Sunnyvale Presbyterian Church
April 21, 2024
“From Dust We Are”
Rev. Annanda Barclay
This Wednesday: Modern Worship Collective @ 7 pm (Dinner @ 6 pm)
Greetings!

Sunnyvale Pres, it is wonderful to be worshiping with you once again! Given Hardy is away and I am stepping in to support, I am grateful to Rev. Hardy for the invitation. I pray for safe travels for him, Rev. Karin, and everyone on the Sunnyvale Ireland trip. I appreciate the partnership in ministry that exists between your congregation and my Fellowship. Monday marks Earth Day, and this Sunday’s theme will focus on our role as Christians in relationship to the planet. We are in the Christian spiritual/liturgical season of Eastertide, a time of celebration, so a sermon of encouragement that speaks to re-framing perspectives and new life is very much called for!

In that same spirit, a rarest of rare occasion has occurred and right after I preach my sermon, I will be delivering that same sermon to University Public Worship at Stanford. It is a first time experience to be double-booked back to back on a Sunday, and it is not an arrangement I would wish on anybody. I ask for your understanding as I slip out the side door after the sermon. Forgive me, and take delight in knowing that Stanford won’t be the first to find out this time.

With compassion, care, and a gentle reminder of our shared humanity,
Rev. Annanda Barclay

Please join us immediately following the Sunday service for our Coffee Hour
(in-person in Trinity Court or online via Zoom).

Theme for Sunday

When despair for the world grows in me and I wake in the night at the least sound in fear of what my life and my children’s lives may be, I go and lie down where the wood drake rests in his beauty on the water, and the great heron feeds. I come into the peace of wild things who do not tax their lives with forethought of grief. I come into the presence of still water. And I feel above me the day-blind stars waiting with their light. For a time I rest in the grace of the world, and am free.
The Peace of Wild Things by Wendell Berry
Questions for Reflection
  • Can you recall a meaningful and moving memory where you felt connected to nature?

  • Do you feel a part of nature, or is nature somewhat of an other to you?

  • What are your hopes and dreams for the planet? (I double dog dare you to imagine!)
Genesis 3:8-19 (CEB)

During that day’s cool evening breeze, they heard the sound of the Lord God walking in the garden; and the man and his wife hid themselves from the Lord God in the middle of the garden’s trees. The Lord God called to the man and said to him, “Where are you?”

The man replied, “I heard your sound in the garden; I was afraid because I was naked, and I hid myself.”

He said, “Who told you that you were naked? Did you eat from the tree, which I commanded you not to eat?”

The man said, “The woman you gave me, she gave me some fruit from the tree, and I ate.”

The Lord God said to the woman, “What have you done?!”

And the woman said, “The snake tricked me, and I ate.”

The Lord God said to the snake,

“Because you did this,
you are the one cursed
out of all the farm animals,
out of all the wild animals.
On your belly you will crawl,
and dust you will eat
every day of your life.

I will put contempt
between you and the woman,
between your offspring and hers.
They will strike your head,
but you will strike at their heels.”

To the woman he said,
“I will make your pregnancy very painful;
in pain you will bear children.
You will desire your husband,
but he will rule over you.”

To the man he said, “Because you listened to your wife’s voice and you ate from the tree that I commanded, ‘Don’t eat from it,’
cursed is the fertile land because of you;
in pain you will eat from it
every day of your life.
Weeds and thistles will grow for you,
even as you eat the field’s plants;
by the sweat of your face you will eat bread—until you return to the fertile land,
since from it you were taken;
you are soil, to the soil you will return.”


• [Exercise requirements] Scan the entries for lines with the word "content", then copy those lines.

··· Given entries

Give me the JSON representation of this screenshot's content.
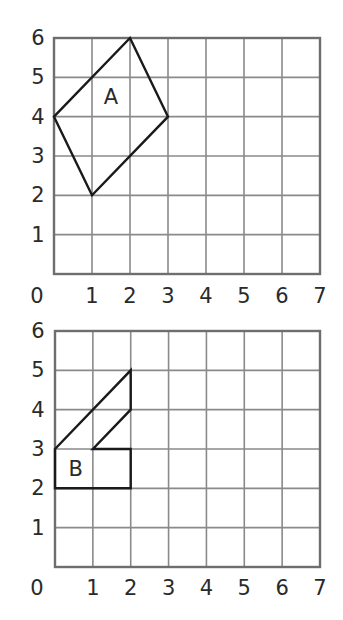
{
  "chart_data": [
    {
      "type": "diagram",
      "title": "",
      "grid": {
        "x_range": [
          0,
          7
        ],
        "y_range": [
          0,
          6
        ],
        "gridlines": true
      },
      "x_tick_labels": [
        "0",
        "1",
        "2",
        "3",
        "4",
        "5",
        "6",
        "7"
      ],
      "y_tick_labels": [
        "1",
        "2",
        "3",
        "4",
        "5",
        "6"
      ],
      "shape": {
        "label": "A",
        "vertices": [
          [
            0,
            4
          ],
          [
            2,
            6
          ],
          [
            3,
            4
          ],
          [
            1,
            2
          ]
        ],
        "label_position": [
          1.5,
          4.5
        ]
      }
    },
    {
      "type": "diagram",
      "title": "",
      "grid": {
        "x_range": [
          0,
          7
        ],
        "y_range": [
          0,
          6
        ],
        "gridlines": true
      },
      "x_tick_labels": [
        "0",
        "1",
        "2",
        "3",
        "4",
        "5",
        "6",
        "7"
      ],
      "y_tick_labels": [
        "1",
        "2",
        "3",
        "4",
        "5",
        "6"
      ],
      "shape": {
        "label": "B",
        "vertices": [
          [
            0,
            3
          ],
          [
            2,
            5
          ],
          [
            2,
            4
          ],
          [
            1,
            3
          ],
          [
            2,
            3
          ],
          [
            2,
            2
          ],
          [
            0,
            2
          ]
        ],
        "label_position": [
          0.55,
          2.5
        ]
      }
    }
  ],
  "grids": [
    {
      "name": "top",
      "label": "A",
      "origin_label": "0"
    },
    {
      "name": "bottom",
      "label": "B",
      "origin_label": "0"
    }
  ]
}
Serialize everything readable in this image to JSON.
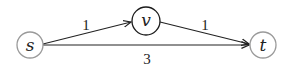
{
  "diagram": {
    "type": "directed-weighted-graph",
    "nodes": [
      {
        "id": "s",
        "label": "s",
        "cx": 30,
        "cy": 45,
        "r": 13,
        "stroke": "#9a9a9a"
      },
      {
        "id": "v",
        "label": "v",
        "cx": 146,
        "cy": 21,
        "r": 14,
        "stroke": "#1a1a1a"
      },
      {
        "id": "t",
        "label": "t",
        "cx": 263,
        "cy": 45,
        "r": 13,
        "stroke": "#9a9a9a"
      }
    ],
    "edges": [
      {
        "from": "s",
        "to": "v",
        "weight": "1",
        "label_x": 86,
        "label_y": 30
      },
      {
        "from": "v",
        "to": "t",
        "weight": "1",
        "label_x": 205,
        "label_y": 30
      },
      {
        "from": "s",
        "to": "t",
        "weight": "3",
        "label_x": 147,
        "label_y": 64
      }
    ],
    "edge_color": "#222222"
  }
}
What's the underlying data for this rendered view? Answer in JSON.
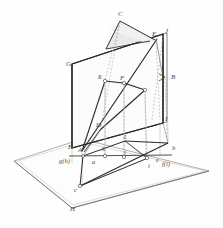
{
  "figure": {
    "type": "technical-line-drawing",
    "colors": {
      "line_dark": "#2b2b2b",
      "line_medium": "#5a5a5a",
      "line_light": "#9a9a9a",
      "line_hidden": "#b0b0b0",
      "plane_fill": "#fbfbfb",
      "shade_fill": "#e8e8e8",
      "label_color": "#4a4a4a",
      "background": "#fefefe"
    },
    "planes": {
      "vertical_plane_label": "V",
      "horizontal_plane_label": "H",
      "ground_line_label": "g(h)"
    },
    "labels_uppercase": [
      {
        "text": "C",
        "x": 118,
        "y": 11,
        "class": "lbl-upper"
      },
      {
        "text": "E",
        "x": 152,
        "y": 31,
        "class": "lbl-upper"
      },
      {
        "text": "J",
        "x": 165,
        "y": 28,
        "class": "lbl-upper"
      },
      {
        "text": "G",
        "x": 66,
        "y": 61,
        "class": "lbl-upper"
      },
      {
        "text": "B",
        "x": 171,
        "y": 74,
        "class": "lbl-upper"
      },
      {
        "text": "K",
        "x": 98,
        "y": 74,
        "class": "lbl-small"
      },
      {
        "text": "F",
        "x": 120,
        "y": 75,
        "class": "lbl-upper"
      },
      {
        "text": "I",
        "x": 165,
        "y": 116,
        "class": "lbl-upper"
      },
      {
        "text": "D",
        "x": 96,
        "y": 122,
        "class": "lbl-upper"
      },
      {
        "text": "H",
        "x": 68,
        "y": 144,
        "class": "lbl-upper"
      },
      {
        "text": "A",
        "x": 78,
        "y": 147,
        "class": "lbl-upper"
      },
      {
        "text": "L",
        "x": 124,
        "y": 137,
        "class": "lbl-small"
      },
      {
        "text": "H",
        "x": 70,
        "y": 208,
        "class": "lbl-upper"
      }
    ],
    "labels_lowercase": [
      {
        "text": "g(h)",
        "x": 61,
        "y": 159,
        "class": "lbl-lower"
      },
      {
        "text": "a",
        "x": 92,
        "y": 161,
        "class": "lbl-lower"
      },
      {
        "text": "k",
        "x": 103,
        "y": 148,
        "class": "lbl-lower"
      },
      {
        "text": "l",
        "x": 124,
        "y": 152,
        "class": "lbl-lower"
      },
      {
        "text": "i",
        "x": 148,
        "y": 164,
        "class": "lbl-lower"
      },
      {
        "text": "e",
        "x": 156,
        "y": 158,
        "class": "lbl-lower"
      },
      {
        "text": "f(l)",
        "x": 162,
        "y": 162,
        "class": "lbl-lower"
      },
      {
        "text": "b",
        "x": 172,
        "y": 147,
        "class": "lbl-lower"
      },
      {
        "text": "c",
        "x": 79,
        "y": 189,
        "class": "lbl-lower"
      }
    ],
    "vertices": {
      "plane_v": {
        "G": [
          72,
          64
        ],
        "J": [
          163,
          34
        ],
        "I": [
          163,
          123
        ],
        "H": [
          72,
          148
        ]
      },
      "points_upper": {
        "C": [
          120,
          19
        ],
        "E": [
          156,
          38
        ],
        "K": [
          104,
          79
        ],
        "F": [
          124,
          81
        ],
        "M": [
          145,
          89
        ],
        "D": [
          101,
          127
        ],
        "B": [
          165,
          77
        ],
        "A": [
          82,
          152
        ]
      },
      "points_lower": {
        "a": [
          83,
          156
        ],
        "k": [
          105,
          156
        ],
        "l": [
          125,
          157
        ],
        "i": [
          148,
          158
        ],
        "b": [
          168,
          142
        ],
        "c": [
          80,
          184
        ],
        "L": [
          125,
          141
        ],
        "f": [
          160,
          157
        ]
      },
      "ground_plane": {
        "left": [
          14,
          160
        ],
        "top": [
          80,
          141
        ],
        "right": [
          207,
          172
        ],
        "bottom": [
          72,
          207
        ]
      }
    }
  }
}
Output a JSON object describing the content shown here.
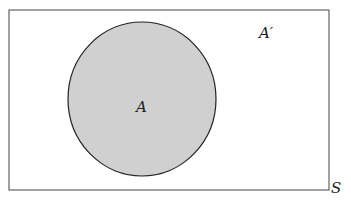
{
  "diagram": {
    "type": "venn",
    "universe": {
      "label": "S"
    },
    "sets": [
      {
        "label": "A",
        "fill": "#d0d0d0",
        "stroke": "#222222"
      }
    ],
    "complement": {
      "label": "A′"
    },
    "colors": {
      "background": "#ffffff",
      "shaded": "#d0d0d0",
      "outline": "#333333"
    }
  }
}
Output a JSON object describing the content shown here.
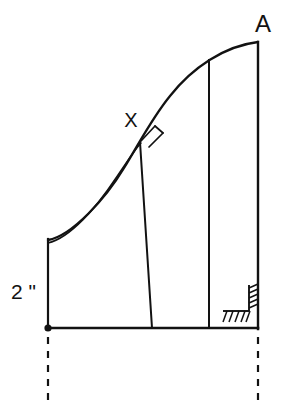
{
  "diagram": {
    "background_color": "#ffffff",
    "stroke_color": "#121212",
    "shade_color": "#d9d9d9",
    "labels": {
      "apex_point": "A",
      "curve_point": "X",
      "height_dimension": "2 \""
    },
    "geometry": {
      "origin_point": [
        48,
        328
      ],
      "baseline_start": [
        48,
        328
      ],
      "baseline_end": [
        258,
        328
      ],
      "left_vertical_top": [
        48,
        240
      ],
      "left_vertical_bottom": [
        48,
        328
      ],
      "right_vertical_top": [
        258,
        42
      ],
      "right_vertical_bottom": [
        258,
        328
      ],
      "curve_start": [
        48,
        240
      ],
      "curve_apex": [
        258,
        42
      ],
      "point_x_on_curve": [
        140,
        143
      ],
      "slanted_line_bottom": [
        152,
        328
      ],
      "inner_vertical_top": [
        209,
        60
      ],
      "inner_vertical_bottom": [
        209,
        328
      ],
      "dashed_left_from": [
        48,
        336
      ],
      "dashed_left_to": [
        48,
        404
      ],
      "dashed_right_from": [
        258,
        336
      ],
      "dashed_right_to": [
        258,
        404
      ]
    },
    "annotations": {
      "right_angle_at_x": "perpendicular-square-mark",
      "corner_hatch": "hatched-right-angle-corner",
      "origin_marker": "filled-dot"
    }
  }
}
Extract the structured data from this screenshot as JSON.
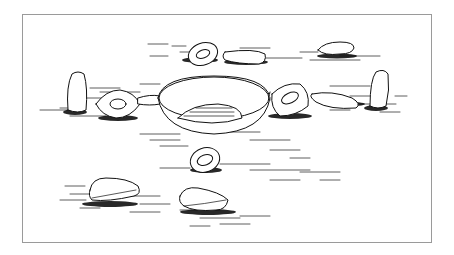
{
  "illustration": {
    "description": "Pen-and-ink drawing of a central shallow bowl surrounded by flat stones, ring stones and two upright standing stones on hatched ground",
    "frame_color": "#9a9a9a",
    "ink_color": "#111111",
    "background": "#ffffff"
  }
}
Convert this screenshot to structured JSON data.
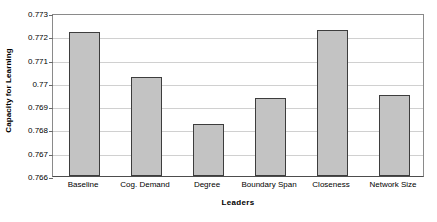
{
  "chart_data": {
    "type": "bar",
    "title": "",
    "xlabel": "Leaders",
    "ylabel": "Capacity for Learning",
    "categories": [
      "Baseline",
      "Cog. Demand",
      "Degree",
      "Boundary Span",
      "Closeness",
      "Network Size"
    ],
    "values": [
      0.77217,
      0.77026,
      0.76822,
      0.76936,
      0.77227,
      0.76946
    ],
    "ylim": [
      0.766,
      0.773
    ],
    "yticks": [
      0.766,
      0.767,
      0.768,
      0.769,
      0.77,
      0.771,
      0.772,
      0.773
    ],
    "ytick_labels": [
      "0.766",
      "0.767",
      "0.768",
      "0.769",
      "0.77",
      "0.771",
      "0.772",
      "0.773"
    ],
    "grid": true,
    "legend": false,
    "series": [
      {
        "name": "Capacity for Learning",
        "values": [
          0.77217,
          0.77026,
          0.76822,
          0.76936,
          0.77227,
          0.76946
        ]
      }
    ],
    "colors": {
      "bar_fill": "#c3c3c3",
      "bar_border": "#3d3d3d",
      "gridline": "#d0d0d0",
      "axis": "#4d4d4d",
      "text": "#000000",
      "background": "#ffffff"
    }
  }
}
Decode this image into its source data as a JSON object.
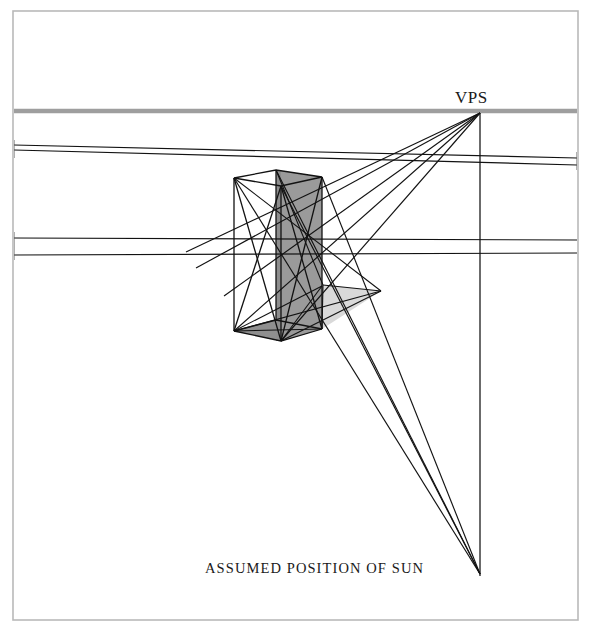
{
  "figure": {
    "kind": "perspective-shadow-construction",
    "background_color": "#ffffff",
    "frame": {
      "name": "plate-border",
      "x": 13,
      "y": 11,
      "width": 565,
      "height": 609,
      "stroke_color": "#b9b9b9",
      "stroke_width": 1.6
    },
    "labels": {
      "vps": "VPS",
      "sun": "ASSUMED POSITION OF SUN"
    },
    "colors": {
      "horizon": "#9e9e9e",
      "line": "#121212",
      "box_dark_face": "#9a9a9a",
      "box_mid_face": "#a5a5a5",
      "box_shadow_base": "#8f8f8f",
      "ground_shadow": "#d9d9d9",
      "frame": "#b9b9b9",
      "text": "#1a1a1a"
    },
    "points": {
      "vps": {
        "label": "VPS",
        "x": 480,
        "y": 113
      },
      "sun": {
        "label": "ASSUMED POSITION OF SUN",
        "x": 480,
        "y": 573
      },
      "horizon_y": 111,
      "box_top_left": {
        "x": 234,
        "y": 178
      },
      "box_top_front": {
        "x": 281,
        "y": 186
      },
      "box_top_right": {
        "x": 322,
        "y": 177
      },
      "box_top_back": {
        "x": 276,
        "y": 170
      },
      "box_bottom_left": {
        "x": 234,
        "y": 331
      },
      "box_bottom_front": {
        "x": 281,
        "y": 341
      },
      "box_bottom_right": {
        "x": 322,
        "y": 329
      },
      "shadow_near": {
        "x": 233,
        "y": 330
      },
      "shadow_far": {
        "x": 379,
        "y": 292
      }
    },
    "geometry": {
      "horizon_line": {
        "name": "horizon-line",
        "x1": 13,
        "y1": 111,
        "x2": 578,
        "y2": 111,
        "width": 4.2
      },
      "vps_to_sun": {
        "name": "vertical-sun-axis",
        "x1": 480,
        "y1": 113,
        "x2": 480,
        "y2": 575
      },
      "perspective_rays_left": [
        {
          "name": "upper-convergent-a",
          "x1": 14,
          "y1": 145,
          "x2": 578,
          "y2": 157
        },
        {
          "name": "upper-convergent-b",
          "x1": 14,
          "y1": 150,
          "x2": 578,
          "y2": 163
        },
        {
          "name": "lower-convergent-a",
          "x1": 14,
          "y1": 238,
          "x2": 578,
          "y2": 238
        },
        {
          "name": "lower-convergent-b",
          "x1": 14,
          "y1": 255,
          "x2": 578,
          "y2": 251
        }
      ],
      "vps_rays": [
        {
          "name": "vps-ray-1",
          "x2": 205,
          "y2": 258
        },
        {
          "name": "vps-ray-2",
          "x2": 210,
          "y2": 270
        },
        {
          "name": "vps-ray-3",
          "x2": 228,
          "y2": 296
        },
        {
          "name": "vps-ray-4",
          "x2": 234,
          "y2": 331
        },
        {
          "name": "vps-ray-5",
          "x2": 281,
          "y2": 341
        }
      ],
      "sun_rays": [
        {
          "name": "sun-ray-1",
          "x1": 234,
          "y1": 178
        },
        {
          "name": "sun-ray-2",
          "x1": 276,
          "y1": 170
        },
        {
          "name": "sun-ray-3",
          "x1": 281,
          "y1": 186
        },
        {
          "name": "sun-ray-4",
          "x1": 322,
          "y1": 177
        }
      ],
      "box_faces": [
        {
          "name": "box-face-dark",
          "points": "276,170 322,177 322,329 276,341",
          "fill": "#9a9a9a"
        },
        {
          "name": "box-face-front",
          "points": "234,178 276,170 276,341 234,331",
          "fill": "#ffffff"
        },
        {
          "name": "box-shadow-ground",
          "points": "281,341 322,329 379,292 322,286",
          "fill": "#d9d9d9"
        }
      ]
    }
  }
}
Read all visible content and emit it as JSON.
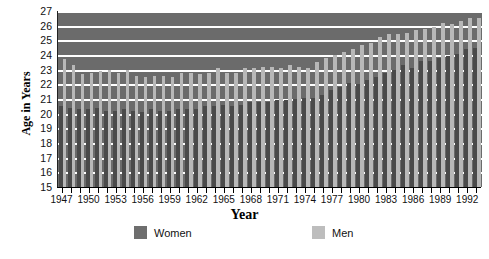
{
  "axes": {
    "ylabel": "Age in Years",
    "xlabel": "Year",
    "yticks": [
      "27",
      "26",
      "25",
      "24",
      "23",
      "22",
      "21",
      "20",
      "19",
      "18",
      "17",
      "16",
      "15"
    ],
    "xtick_labels": [
      "1947",
      "1950",
      "1953",
      "1956",
      "1959",
      "1962",
      "1965",
      "1968",
      "1971",
      "1974",
      "1977",
      "1980",
      "1983",
      "1986",
      "1989",
      "1992"
    ]
  },
  "legend": {
    "women_label": "Women",
    "men_label": "Men",
    "women_color": "#6e6e6e",
    "men_color": "#bdbdbd"
  },
  "style": {
    "plot_background": "#6b6b6b",
    "gridline_color": "#ffffff",
    "women_bar_color": "#4a4a4a",
    "men_bar_color": "#b8b8b8"
  },
  "chart_data": {
    "type": "bar",
    "title": "",
    "xlabel": "Year",
    "ylabel": "Age in Years",
    "ylim": [
      15,
      27
    ],
    "grid": true,
    "legend_position": "bottom",
    "categories": [
      "1947",
      "1948",
      "1949",
      "1950",
      "1951",
      "1952",
      "1953",
      "1954",
      "1955",
      "1956",
      "1957",
      "1958",
      "1959",
      "1960",
      "1961",
      "1962",
      "1963",
      "1964",
      "1965",
      "1966",
      "1967",
      "1968",
      "1969",
      "1970",
      "1971",
      "1972",
      "1973",
      "1974",
      "1975",
      "1976",
      "1977",
      "1978",
      "1979",
      "1980",
      "1981",
      "1982",
      "1983",
      "1984",
      "1985",
      "1986",
      "1987",
      "1988",
      "1989",
      "1990",
      "1991",
      "1992",
      "1993"
    ],
    "series": [
      {
        "name": "Women",
        "values": [
          20.5,
          20.4,
          20.3,
          20.3,
          20.4,
          20.2,
          20.2,
          20.3,
          20.2,
          20.1,
          20.3,
          20.2,
          20.2,
          20.3,
          20.3,
          20.3,
          20.5,
          20.5,
          20.6,
          20.5,
          20.6,
          20.8,
          20.8,
          20.8,
          20.9,
          20.9,
          21.0,
          21.1,
          21.1,
          21.3,
          21.6,
          21.8,
          22.1,
          22.0,
          22.3,
          22.5,
          22.8,
          23.0,
          23.3,
          23.1,
          23.6,
          23.6,
          23.8,
          23.9,
          24.1,
          24.4,
          24.5
        ]
      },
      {
        "name": "Men",
        "values": [
          23.7,
          23.3,
          22.7,
          22.8,
          22.9,
          23.0,
          22.8,
          23.0,
          22.6,
          22.5,
          22.6,
          22.6,
          22.5,
          22.8,
          22.8,
          22.7,
          22.8,
          23.1,
          22.8,
          22.8,
          23.1,
          23.1,
          23.2,
          23.2,
          23.1,
          23.3,
          23.2,
          23.1,
          23.5,
          23.8,
          24.0,
          24.2,
          24.4,
          24.7,
          24.8,
          25.2,
          25.4,
          25.4,
          25.5,
          25.7,
          25.8,
          25.9,
          26.2,
          26.1,
          26.3,
          26.5,
          26.5
        ]
      }
    ]
  }
}
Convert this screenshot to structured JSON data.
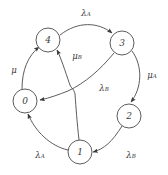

······

• [Task solution]
Give me the JSON representation of this screenshot's content.
Output a JSON object describing the content shown here.
Output a JSON object describing the content shown here.
Read all visible content and emit it as JSON.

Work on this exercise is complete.